Two lawyers fined for using ChatGPT in a court brief with false precedents

NEW YORK – A US judge has ordered two lawyers to pay a $5,000 fine for filing a court brief using the popular artificial intelligence (AI) tool ChatGPT that invented a series of non-existent legal precedents.

Judge Kevin Castel considered that the lawyer Steven Schwartz and his partner Peter LoDuca “knowingly ignored” the signals that the cases that ChatGPT had included were false, and that they offered “misleading” statements to the court, reason why he considers that they acted in bad faith

The magistrate considered that although there is “nothing inherently improper in the use of a reliable artificial intelligence tool as an assistant”, the regulations “impose a control function on lawyers to guarantee the accuracy of their statements”.
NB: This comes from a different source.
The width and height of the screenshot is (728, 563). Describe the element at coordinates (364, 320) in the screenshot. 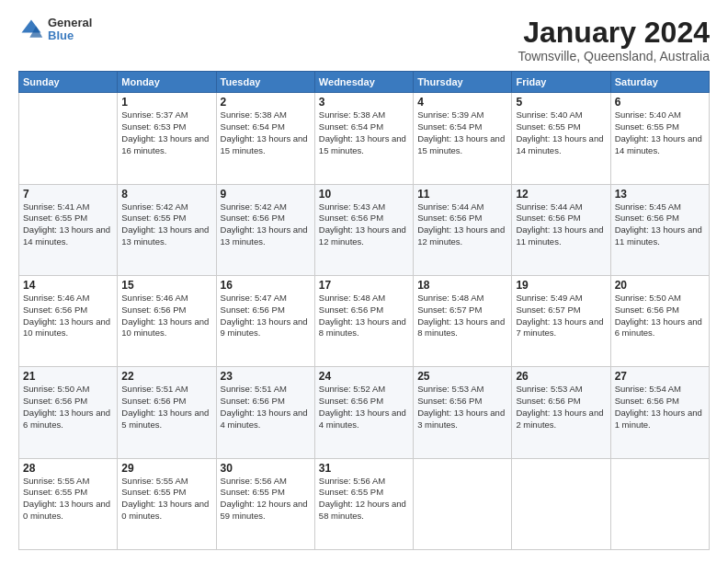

The ruling also underlines that both “abandoned responsibilities when they submitted the non-existent court opinions accompanied by false quotes created by the artificial ChatGPT tool and continued to maintain those false opinions after court orders cast doubt on their existence.”
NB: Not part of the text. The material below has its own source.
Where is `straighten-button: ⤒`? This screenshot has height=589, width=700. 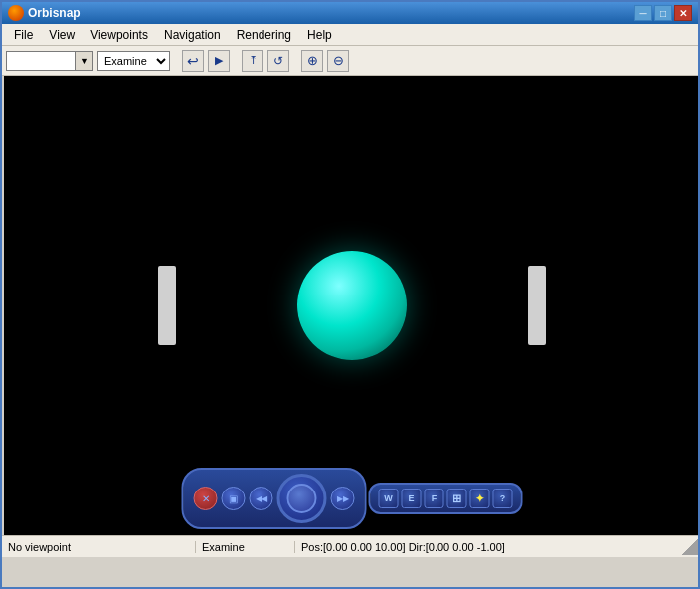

Both were working on a lawsuit against the airline Avianca filed by a passenger who claims he suffered an injury when he was hit with a service cart during a flight.

Schwartz, who was representing the plaintiff, used ChatGPT to write a brief opposing a defense request to have the case dismissed.
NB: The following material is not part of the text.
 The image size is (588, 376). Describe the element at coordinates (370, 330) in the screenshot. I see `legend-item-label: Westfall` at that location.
In the ten-page document, the lawyer cited several judicial decisions to support his theses, but it was soon discovered that the well-known chatbot from the OpenAI company had invented them.

To see more from Telemundo, visit

“The Court finds itself before an unprecedented situation. A filing submitted by the plaintiff’s attorney in opposition to a motion to dismiss (the case) is replete with citations to non-existent cases,” Judge Kevin Castel wrote at the time.

The lawyer himself presented an affidavit in which he admitted to having used ChatGPT to prepare the brief and acknowledged that the only verification he had carried out was to ask the application if the cases it cited were real.

Schwartz justified himself by assuring that he had never used a tool of this type before and that, therefore, “he was not aware of the possibility that its content could be false.”

The lawyer stressed that he had no intention of misleading the court and fully exonerated another lawyer from the firm who is also exposed to possible sanctions.

California18

Welcome to California18, your number one source for Breaking News from the World. We’re dedicated to giving you the very best of News.